It is unsurprising that the United States, during President Trump’s first term, decided to withdraw from the Paris Agreement. The Biden administration rejoined in 2021, but the Trump administration’s State Department published in January 2026 a list of 66 international organisations it intends to leave, entitled ‘Withdrawal from Wasteful, Ineffective or Harmful International Organisations’. On the list are the UN Framework Convention on Climate Change, the Intergovernmental Panel on Climate Change and the bodies of the Paris Agreement. Any new UK government should consider doing the same. Both President Trump and his Energy Secretary, Chris Wright, urged the UK to abandon its Net Zero programme in speeches delivered at the World Economic Forum Annual Meeting in Davos this year.

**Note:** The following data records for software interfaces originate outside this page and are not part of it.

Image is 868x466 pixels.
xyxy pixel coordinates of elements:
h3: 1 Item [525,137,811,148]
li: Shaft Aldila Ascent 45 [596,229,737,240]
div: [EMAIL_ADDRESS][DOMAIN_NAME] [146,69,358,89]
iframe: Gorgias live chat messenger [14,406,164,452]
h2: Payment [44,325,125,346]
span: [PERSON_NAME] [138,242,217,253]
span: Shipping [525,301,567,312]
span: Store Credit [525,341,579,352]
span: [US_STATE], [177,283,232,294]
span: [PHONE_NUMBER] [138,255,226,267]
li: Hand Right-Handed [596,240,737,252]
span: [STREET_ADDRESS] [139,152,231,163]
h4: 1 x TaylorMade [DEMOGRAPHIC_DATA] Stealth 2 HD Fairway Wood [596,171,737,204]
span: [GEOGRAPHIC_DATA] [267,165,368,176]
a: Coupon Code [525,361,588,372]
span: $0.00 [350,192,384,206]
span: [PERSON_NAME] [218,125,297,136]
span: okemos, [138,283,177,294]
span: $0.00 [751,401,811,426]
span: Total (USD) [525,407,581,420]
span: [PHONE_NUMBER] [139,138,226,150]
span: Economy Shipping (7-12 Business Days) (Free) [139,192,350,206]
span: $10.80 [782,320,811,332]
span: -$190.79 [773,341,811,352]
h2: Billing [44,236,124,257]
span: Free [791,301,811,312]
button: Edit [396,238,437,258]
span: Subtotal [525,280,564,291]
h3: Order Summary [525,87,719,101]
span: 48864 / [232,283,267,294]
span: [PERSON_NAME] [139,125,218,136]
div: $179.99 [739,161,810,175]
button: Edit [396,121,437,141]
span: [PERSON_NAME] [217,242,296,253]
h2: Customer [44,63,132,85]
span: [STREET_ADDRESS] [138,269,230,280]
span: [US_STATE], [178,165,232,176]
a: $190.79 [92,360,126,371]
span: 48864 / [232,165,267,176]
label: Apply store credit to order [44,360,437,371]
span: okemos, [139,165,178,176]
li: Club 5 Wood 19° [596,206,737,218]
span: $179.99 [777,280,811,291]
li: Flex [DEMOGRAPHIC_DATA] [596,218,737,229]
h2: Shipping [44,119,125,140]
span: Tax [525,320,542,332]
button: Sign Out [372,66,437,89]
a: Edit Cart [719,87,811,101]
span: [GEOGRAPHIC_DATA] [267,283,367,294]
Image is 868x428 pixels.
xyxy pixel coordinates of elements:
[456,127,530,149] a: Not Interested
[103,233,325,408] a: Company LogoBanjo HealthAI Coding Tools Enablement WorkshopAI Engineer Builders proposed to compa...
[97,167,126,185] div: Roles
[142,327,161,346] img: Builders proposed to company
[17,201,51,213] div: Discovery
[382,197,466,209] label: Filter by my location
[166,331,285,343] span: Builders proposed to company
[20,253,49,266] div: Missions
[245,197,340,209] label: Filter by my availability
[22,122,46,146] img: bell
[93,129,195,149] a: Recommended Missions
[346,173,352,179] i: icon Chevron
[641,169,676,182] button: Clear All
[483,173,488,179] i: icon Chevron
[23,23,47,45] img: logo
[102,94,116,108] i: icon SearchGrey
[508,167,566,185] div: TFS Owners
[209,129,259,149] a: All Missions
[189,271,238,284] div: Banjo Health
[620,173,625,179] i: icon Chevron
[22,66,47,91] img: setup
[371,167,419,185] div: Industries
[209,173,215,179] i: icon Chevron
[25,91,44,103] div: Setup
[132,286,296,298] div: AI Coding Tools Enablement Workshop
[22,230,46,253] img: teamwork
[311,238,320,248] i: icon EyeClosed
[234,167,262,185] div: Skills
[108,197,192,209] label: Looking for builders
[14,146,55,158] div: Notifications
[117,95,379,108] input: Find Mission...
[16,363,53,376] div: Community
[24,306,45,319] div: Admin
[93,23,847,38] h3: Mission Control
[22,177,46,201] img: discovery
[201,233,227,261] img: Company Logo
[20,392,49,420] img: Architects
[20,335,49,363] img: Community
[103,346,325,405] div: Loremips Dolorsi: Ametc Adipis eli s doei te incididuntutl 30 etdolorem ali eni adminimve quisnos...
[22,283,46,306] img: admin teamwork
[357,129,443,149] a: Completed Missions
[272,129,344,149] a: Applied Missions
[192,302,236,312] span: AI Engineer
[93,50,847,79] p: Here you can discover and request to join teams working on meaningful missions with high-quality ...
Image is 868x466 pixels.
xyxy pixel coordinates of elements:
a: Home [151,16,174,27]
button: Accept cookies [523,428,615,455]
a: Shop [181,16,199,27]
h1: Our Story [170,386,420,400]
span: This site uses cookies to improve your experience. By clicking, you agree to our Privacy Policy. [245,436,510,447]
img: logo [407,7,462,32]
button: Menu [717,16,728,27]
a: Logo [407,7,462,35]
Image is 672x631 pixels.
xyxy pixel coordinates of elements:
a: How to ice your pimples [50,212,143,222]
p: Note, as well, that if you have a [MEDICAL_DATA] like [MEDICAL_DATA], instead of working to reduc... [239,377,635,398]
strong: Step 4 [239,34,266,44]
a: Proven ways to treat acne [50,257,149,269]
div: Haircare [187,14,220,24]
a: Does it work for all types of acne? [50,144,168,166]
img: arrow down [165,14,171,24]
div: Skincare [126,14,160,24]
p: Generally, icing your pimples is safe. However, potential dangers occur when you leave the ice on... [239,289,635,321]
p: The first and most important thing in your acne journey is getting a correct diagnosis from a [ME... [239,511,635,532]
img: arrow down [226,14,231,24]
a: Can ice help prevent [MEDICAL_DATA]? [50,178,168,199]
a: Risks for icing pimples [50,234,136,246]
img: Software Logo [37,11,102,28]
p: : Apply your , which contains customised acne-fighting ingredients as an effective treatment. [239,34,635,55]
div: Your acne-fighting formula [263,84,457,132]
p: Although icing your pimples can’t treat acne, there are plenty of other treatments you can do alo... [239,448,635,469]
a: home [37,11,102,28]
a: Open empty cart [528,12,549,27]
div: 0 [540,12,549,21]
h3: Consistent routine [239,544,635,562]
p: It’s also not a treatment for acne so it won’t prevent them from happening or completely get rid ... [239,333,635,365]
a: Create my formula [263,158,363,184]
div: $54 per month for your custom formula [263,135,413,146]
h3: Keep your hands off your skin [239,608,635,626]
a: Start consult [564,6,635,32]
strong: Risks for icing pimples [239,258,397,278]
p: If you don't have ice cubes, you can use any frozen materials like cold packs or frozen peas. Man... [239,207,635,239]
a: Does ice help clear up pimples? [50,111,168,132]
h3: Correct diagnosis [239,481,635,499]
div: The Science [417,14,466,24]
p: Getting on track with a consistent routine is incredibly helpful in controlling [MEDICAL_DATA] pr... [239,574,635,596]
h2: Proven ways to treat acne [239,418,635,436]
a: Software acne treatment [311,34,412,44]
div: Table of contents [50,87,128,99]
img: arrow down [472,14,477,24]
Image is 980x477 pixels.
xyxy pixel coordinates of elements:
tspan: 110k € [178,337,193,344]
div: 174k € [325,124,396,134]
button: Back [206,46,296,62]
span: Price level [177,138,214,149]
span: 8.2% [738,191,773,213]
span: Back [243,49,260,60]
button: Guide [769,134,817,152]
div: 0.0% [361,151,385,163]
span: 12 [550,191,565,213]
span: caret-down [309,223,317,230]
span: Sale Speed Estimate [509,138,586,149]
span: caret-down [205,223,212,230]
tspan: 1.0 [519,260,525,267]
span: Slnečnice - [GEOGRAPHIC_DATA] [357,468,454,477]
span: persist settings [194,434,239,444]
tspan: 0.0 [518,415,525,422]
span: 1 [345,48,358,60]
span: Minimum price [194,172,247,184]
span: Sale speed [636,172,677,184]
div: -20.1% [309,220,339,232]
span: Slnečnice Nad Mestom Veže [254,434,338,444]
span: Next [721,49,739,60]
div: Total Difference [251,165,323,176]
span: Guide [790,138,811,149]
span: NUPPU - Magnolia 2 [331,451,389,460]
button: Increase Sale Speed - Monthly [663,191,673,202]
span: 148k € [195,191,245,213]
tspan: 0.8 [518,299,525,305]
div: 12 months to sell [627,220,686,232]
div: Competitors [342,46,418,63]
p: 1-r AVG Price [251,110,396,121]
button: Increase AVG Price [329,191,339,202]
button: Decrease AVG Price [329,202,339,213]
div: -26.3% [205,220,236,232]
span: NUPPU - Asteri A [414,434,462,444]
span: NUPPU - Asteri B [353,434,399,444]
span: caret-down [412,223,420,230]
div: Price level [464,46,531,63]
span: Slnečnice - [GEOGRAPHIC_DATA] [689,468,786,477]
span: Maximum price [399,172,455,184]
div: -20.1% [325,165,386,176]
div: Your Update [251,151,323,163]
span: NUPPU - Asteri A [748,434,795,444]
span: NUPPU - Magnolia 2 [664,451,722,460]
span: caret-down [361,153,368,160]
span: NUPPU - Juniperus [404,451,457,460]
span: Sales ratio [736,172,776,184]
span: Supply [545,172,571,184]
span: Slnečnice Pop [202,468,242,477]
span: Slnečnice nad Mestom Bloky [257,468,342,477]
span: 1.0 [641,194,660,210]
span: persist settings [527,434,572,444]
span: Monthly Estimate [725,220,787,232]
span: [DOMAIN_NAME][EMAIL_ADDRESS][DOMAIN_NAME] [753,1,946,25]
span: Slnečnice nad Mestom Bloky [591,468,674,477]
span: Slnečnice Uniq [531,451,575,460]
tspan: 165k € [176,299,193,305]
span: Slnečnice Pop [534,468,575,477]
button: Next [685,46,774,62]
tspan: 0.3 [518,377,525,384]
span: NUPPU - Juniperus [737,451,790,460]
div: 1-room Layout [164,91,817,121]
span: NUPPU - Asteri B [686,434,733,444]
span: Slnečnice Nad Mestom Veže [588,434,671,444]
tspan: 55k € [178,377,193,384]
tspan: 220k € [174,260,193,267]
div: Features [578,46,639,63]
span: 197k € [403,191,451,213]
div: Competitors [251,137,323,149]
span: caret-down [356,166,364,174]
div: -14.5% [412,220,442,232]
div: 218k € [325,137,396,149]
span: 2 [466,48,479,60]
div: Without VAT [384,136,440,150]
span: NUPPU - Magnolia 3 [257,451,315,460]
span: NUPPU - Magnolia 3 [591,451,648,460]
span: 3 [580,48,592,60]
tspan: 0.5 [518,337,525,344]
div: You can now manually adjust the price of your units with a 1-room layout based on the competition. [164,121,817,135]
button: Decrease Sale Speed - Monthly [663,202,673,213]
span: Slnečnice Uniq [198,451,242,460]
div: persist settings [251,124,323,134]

On 12 February 2026, President Trump revoked the US Environmental Protection Agency (“EPA”) greenhouse gas endangerment finding, which removed the requirement for the EPA to regulate CO2 and other greenhouse gases, such as methane and water vapour, under the Clean Air Act. Treating CO2 as a pollutant has governed US federal regulatory policy since 2009; the removal of the endangerment finding will reduce restrictions on US power generators, oil and gas producers, heavy-duty trucking, manufacturing and chemical production. Although some US states have regulations that will prevent a wholesale industrial revival in the US, this change is something the UK should also be following.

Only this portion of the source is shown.